According to Purvis, Saturday's shooting was sparked when a lone Mountie pulled over a car carrying five men and became involved in an altercation when he tried to arrest the driver for being impaired.

The Post reported Monday that Larry Cutarm, the father of the two brothers, told Global News the officer Tasered his son Lance even after he had died.

“My son was going this way and one of them cops shot him,” said the elder Cutarm, who didn’t deny that they had been drinking.

The man who died Sunday was Tasered after police tried to arrest him for a string of offences, including assault, stealing cars and hit-and-runs. He went into medical distress after being handcuffed, RCMP said.

Purvis said his team was not linking use of the stun gun with the death.

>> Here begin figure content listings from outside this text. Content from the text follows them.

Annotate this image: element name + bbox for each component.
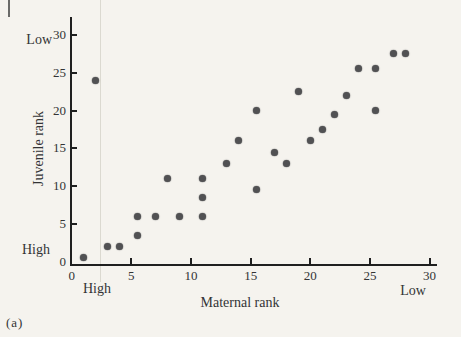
x-tick-label: 10 — [176, 269, 206, 283]
y-tick-mark — [72, 110, 77, 112]
y-axis-line — [70, 17, 72, 266]
y-tick-label: 20 — [40, 104, 66, 118]
x-tick-mark — [190, 258, 192, 264]
y-tick-mark — [72, 223, 77, 225]
data-point — [307, 137, 314, 144]
y-tick-label: 30 — [40, 28, 66, 42]
data-point — [199, 175, 206, 182]
x-tick-label: 30 — [415, 269, 445, 283]
data-point — [372, 65, 379, 72]
y-tick-mark — [72, 72, 77, 74]
data-point — [92, 77, 99, 84]
data-point — [253, 107, 260, 114]
data-point — [372, 107, 379, 114]
x-tick-mark — [309, 258, 311, 264]
data-point — [134, 232, 141, 239]
x-tick-mark — [429, 258, 431, 264]
data-point — [199, 213, 206, 220]
y-tick-mark — [72, 185, 77, 187]
x-tick-mark — [130, 258, 132, 264]
x-axis-right-annotation: Low — [396, 284, 430, 298]
page-corner-mark — [8, 0, 10, 17]
data-point — [199, 194, 206, 201]
data-point — [164, 175, 171, 182]
data-point — [235, 137, 242, 144]
x-tick-mark — [369, 258, 371, 264]
x-axis-line — [70, 264, 437, 266]
y-tick-label: 15 — [40, 141, 66, 155]
data-point — [402, 50, 409, 57]
y-tick-label: 5 — [40, 217, 66, 231]
data-point — [355, 65, 362, 72]
data-point — [152, 213, 159, 220]
data-point — [343, 92, 350, 99]
x-tick-label: 20 — [295, 269, 325, 283]
x-tick-label: 0 — [57, 269, 87, 283]
data-point — [134, 213, 141, 220]
data-point — [390, 50, 397, 57]
data-point — [223, 160, 230, 167]
data-point — [319, 126, 326, 133]
x-tick-label: 15 — [236, 269, 266, 283]
data-point — [331, 111, 338, 118]
y-tick-label: 25 — [40, 66, 66, 80]
data-point — [80, 254, 87, 261]
x-tick-label: 5 — [116, 269, 146, 283]
data-point — [104, 243, 111, 250]
y-tick-label: 10 — [40, 179, 66, 193]
data-point — [253, 186, 260, 193]
data-point — [271, 149, 278, 156]
data-point — [283, 160, 290, 167]
x-axis-left-annotation: High — [80, 282, 114, 296]
data-point — [176, 213, 183, 220]
data-point — [295, 88, 302, 95]
figure-label: (a) — [6, 315, 36, 331]
data-point — [116, 243, 123, 250]
x-tick-label: 25 — [355, 269, 385, 283]
y-tick-mark — [72, 34, 77, 36]
scatter-plot: Low High High Low Juvenile rank Maternal… — [0, 0, 461, 337]
x-axis-title: Maternal rank — [160, 295, 320, 311]
x-tick-mark — [250, 258, 252, 264]
y-tick-label: 0 — [40, 255, 66, 269]
y-tick-mark — [72, 147, 77, 149]
scan-gutter-line — [100, 0, 101, 282]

“There will be an autopsy conducted on that male later this week, and it’s hoped the results of the autopsy will confirm the cause of death,” Purvis said.

[ More Daily Brew: Use of federal gun registry in Montreal standoff not likely to revive it outside Quebec ]

There are few details of the circumstances surrounding Hallock's shooting. His sister, Priscilla Bowen, told CTV News on the weekend the family was terrified after the initial report he'd been shot by police.

"Nobody knew where he was hit or how bad he was hit," she said. "I was shocked and very scared and the whole family was really worried for him."

The Alberta shootings took place in the midst of a national debate about police use of lethal force in the wake of Sammy Yatim's death. The Syrian-born 18-year-old was killed on July 27 after apparently refusing police commands to drop a knife he was holding.

Ontario's Special Investigations Unit is investigating but many editorials and opinion pieces have questioned why the officer needed to shoot Yatim. While agitated and holding a knife, he was corralled on the empty streetcar with police outside.

"Police culture puts a premium on responding to a crisis with decisive and direct intervention," the Toronto Star editorialized last week. "But does that make it hard for officers to disengage, even when they obviously should? And if so, how is this culture to be fixed?

[ Related: What comes next in Sammy Yatim shooting investigation? ]

In an editorial Saturday, the Globe and Mail argued that the standard practice of teaching officers to respond to any perceived threat with lethal force needs to change, especially when it comes to the mentally unstable.

"As the Sammy Yatim case in Toronto and similar ones in other Canadians cities have demonstrated, the public is not convinced that lethal force is justifiable solely on the subjective ground that an officer feels threatened," the Globe argued.

"Police schools need to teach officers that – except in the most obvious and extreme cases – their primary role in confronting a citizen who may be mentally ill is to delay and de-escalate, not to confront aggressively and resolve quickly."

The editorial acknowledges that may not be applicable always. It wouldn't, for instance, help much when a lone officer confronts a carload of drunken, belligerent men on a lonely highway. Nor does it necessarily make sense to charge an officers criminally for using their training.

"Officers’ decisions are made far away from the comfortable armchair of afterthought," the Globe pointed out.

But studies have shown officers who're trained on how to deal with the mentally ill are more likely to try to de-escalate a confrontation.

"Training can save lives, but the current levels of training in Canadian police forces remain inadequate and poorly enforced. There is no excuse for this."